Instructions for running this play

  1. Frame the problem that your map is going to expand so that it is clear to all participants.
  2. Map the BIG picture. Place red sticky notes horizontally in a logical sequence for each high-level activity within the user journey.
  3. Explore steps. Break down each activity into smaller steps using green sticky notes.
  4. Explore tasks. Further break down steps into individual user tasks with yellow sticky notes, detailing the user interaction process.
  5. Slice out a release strategy. Identify the smallest feature set that delivers user value and supports your release goals. This is your first release.
  6. Slice out a learning strategy.

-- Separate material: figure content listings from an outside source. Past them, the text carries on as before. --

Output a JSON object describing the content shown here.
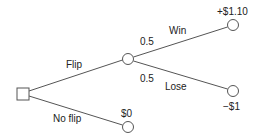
{
  "diagram": {
    "type": "decision-tree",
    "nodes": {
      "decision": {
        "shape": "square"
      },
      "chance": {
        "shape": "circle"
      },
      "win_outcome": {
        "shape": "circle",
        "label": "+$1.10"
      },
      "lose_outcome": {
        "shape": "circle",
        "label": "−$1"
      },
      "no_flip_outcome": {
        "shape": "circle",
        "label": "$0"
      }
    },
    "edges": {
      "flip": {
        "label": "Flip"
      },
      "no_flip": {
        "label": "No flip"
      },
      "win": {
        "label": "Win",
        "probability": "0.5"
      },
      "lose": {
        "label": "Lose",
        "probability": "0.5"
      }
    },
    "colors": {
      "stroke": "#555555",
      "text": "#222222",
      "fill": "#ffffff"
    }
  }
}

Go through each sticky note, placing dot stickers on those that are the most critical assumptions, yet still not certain.
  7. Prioritize which assumptions to test first using the Assumptions Mapping exercise.

    Iterate through steps 3 to 6, refining your understanding and approach based on insights gained and feedback collected.
    User story assumptions mapping.

This workshop exercise is part of the Workshop Patterns printed card deck.

A collection of workshop exercises that will help you ditch dull meetings and facilitate with confidence. It will help you master the design process and have more productive time with your team. The card deck will be ready for purchase in the end of 2025 and is now undergoing rigorous testing.

Reserve your deck!

Want to learn more?

Receive a hand picked list of the best reads on building products that matter every week. Curated by Anders Toxboe. Published every Tuesday.

No spam! Unsubscribe with a single click at any time.

Ice Breakers

Relieve initial group awkwardness and establish a safe space

Educate

Broaden knowledge or insight regarding the behavior or situation to inform decisions.

Demonstrate

Show practical examples or models of the desired behavior for clear guidance.

Alert

Highlight current actions and their reasons, bringing unconscious habits to awareness.

Train

Develop necessary skills and competencies to enable effective action.

Community events
Product Loop

Product Loop provides an opportunity for Product professionals and their peers to exchange ideas and experiences about Product Design, Development and Management, Business Modelling, Metrics, User Experience and all the other things that get us excited.